Like a lot of novels set in repressive settings (not only for example in Egypt (The Yacoubian Building) but also Soviet era Czechoslovakia (The Unbearable Lightness of Being) the importance of sex infuses the story. More importantly here, it is the question of a woman’s virginity, or lack of it, on marriage that creates Kemal’s dilemma, Füsun’s family’s response to that problem a formidable obstacle to a happy resolution. The Museum of Innocence is trading on the perennial great themes of literature through the ages; love, sex and death. At one point the narrator opines that a love story with a happy ending is pretty well not worth telling. His mother (too late) tells him that in a country where men and women can’t be together socially, can’t even have a conversation, there is no such thing as love. If any woman shows interest the man is conditioned to pounce on her like a starving animal.

The Museum of Innocence of the novel’s title is Kemal’s shrine to Füsun’s memory. The narrative is like the museum’s catalogue, a description of the various stages of their relationship, exhibits of all the items Kemal has collected which connected her to him. In some places it as if the museum’s curator is speaking to us. A bit of meta-fictional post-modern gamesmanship occurs when an entry ticket to the museum is printed on one of the pages and also when the novelist Orhan Pamuk intrudes into his own novel as a very minor character. This is finessed in the final chapter by a not wholly convincing device which nevertheless confers a degree of perspective on Kemal’s story.

The evocation of Turkish life is interesting, its teetering on the brink of what Kemal’s crowd saw as modernity, its conflict with tradition. The vicissitudes of Turkish politics of the time, the civil strife, the military coups, the saturation with Atatürk’s image and memory, are mentioned but more or less in passing; indeed are there to point up that life went on notwithstanding them. Pamuk’s implicit critique of Turkish mores isn’t overstated, though. A salient feature was the tendency of the characters to smoke cigarettes. The fug of burnt tobacco almost leaps off the page: the book could come with a health warning. Is it the same still in Turkey, I wonder?

Kemal’s narration is measured, even, and his actions presented as reasonable but they are certainly obsessed and smack of a kind of madness. This is not unknown to Pamuk, of course. In the last chapter Kemal is referred to as “not quite right in the head.” Obsessive love is a kind of madness, I suppose. The novel and the Museum are presented as Kemal’s attempts to reclaim the sense of his own life from others’ interpretation of it. He may be deluded, but like Hamlet said, there is method in it.

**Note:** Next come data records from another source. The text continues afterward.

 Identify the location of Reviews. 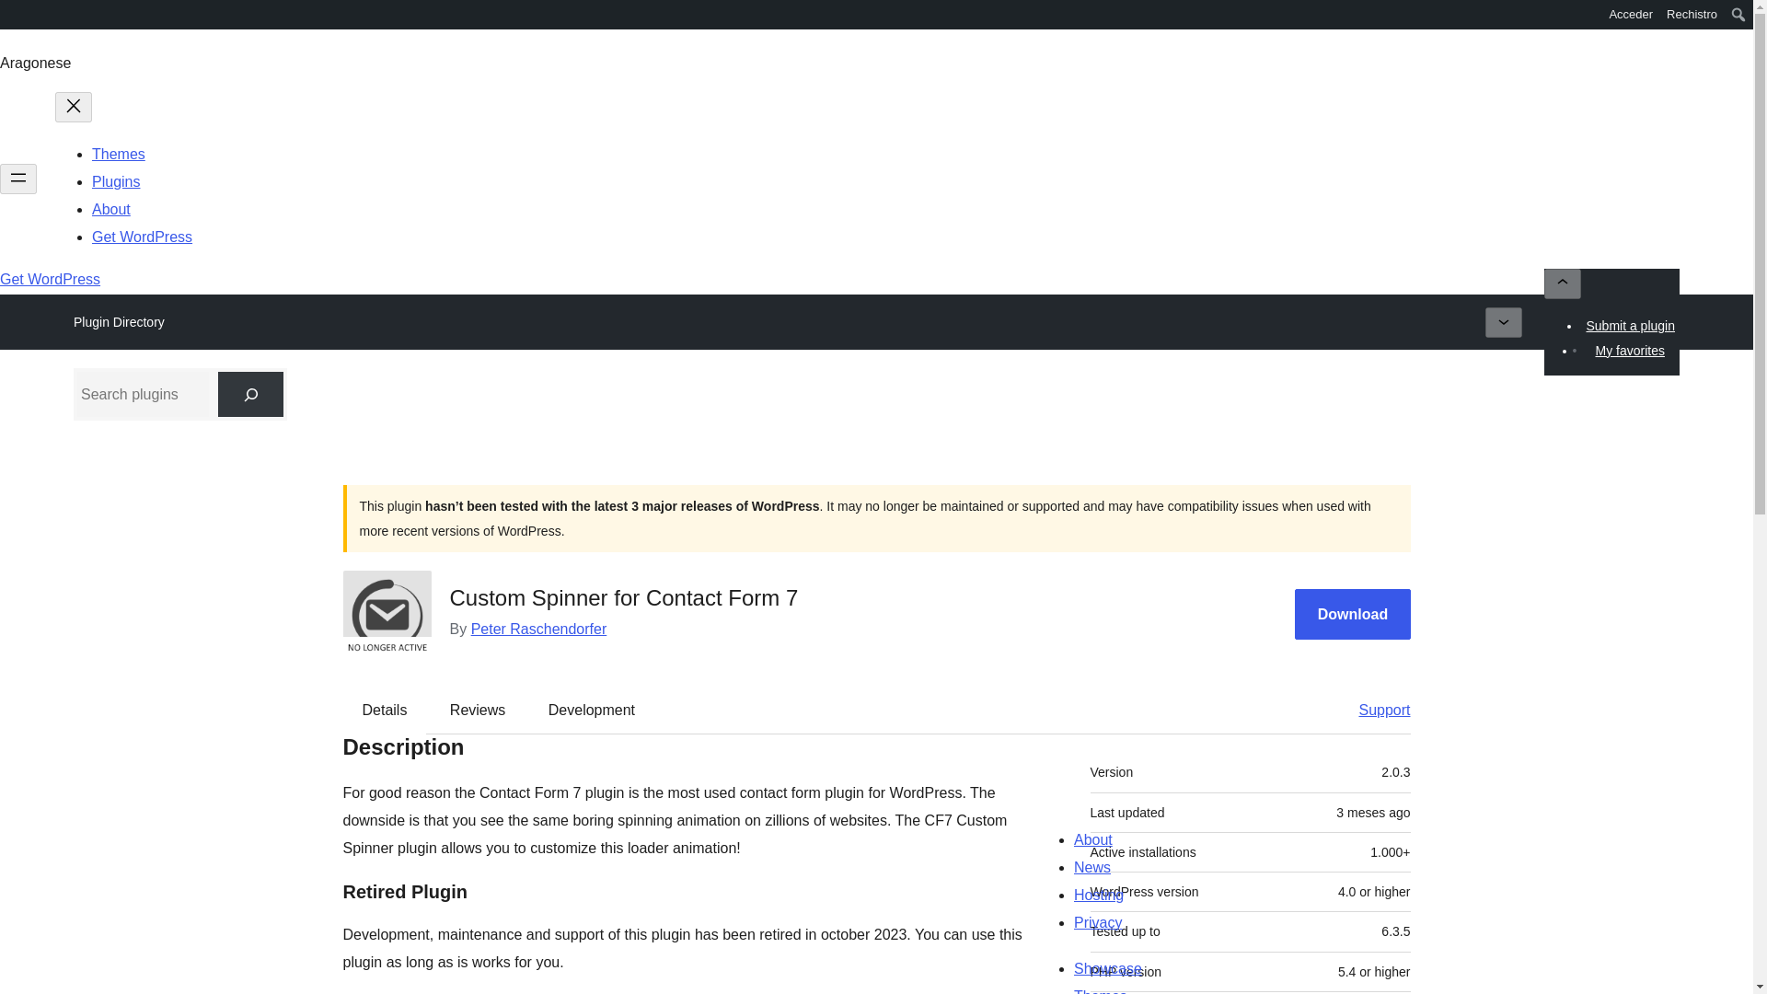
(477, 711).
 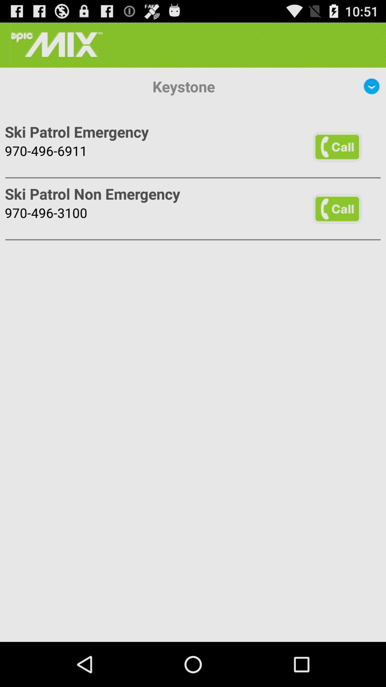 What do you see at coordinates (337, 208) in the screenshot?
I see `choose item next to ski patrol non` at bounding box center [337, 208].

The translation is into USian, but that was fine; Kemal had spent some time in the US in his youth. (There was only one sentence which struck me as awkward. In 700 odd pages that’s not bad going.)

In such a long story it is hard to avoid longueurs. That Pamuk broadly manages this despite more or less nothing happening to progress Kemal’s situation for many years is testament to his ability. I’ll be reading more of Pamuk.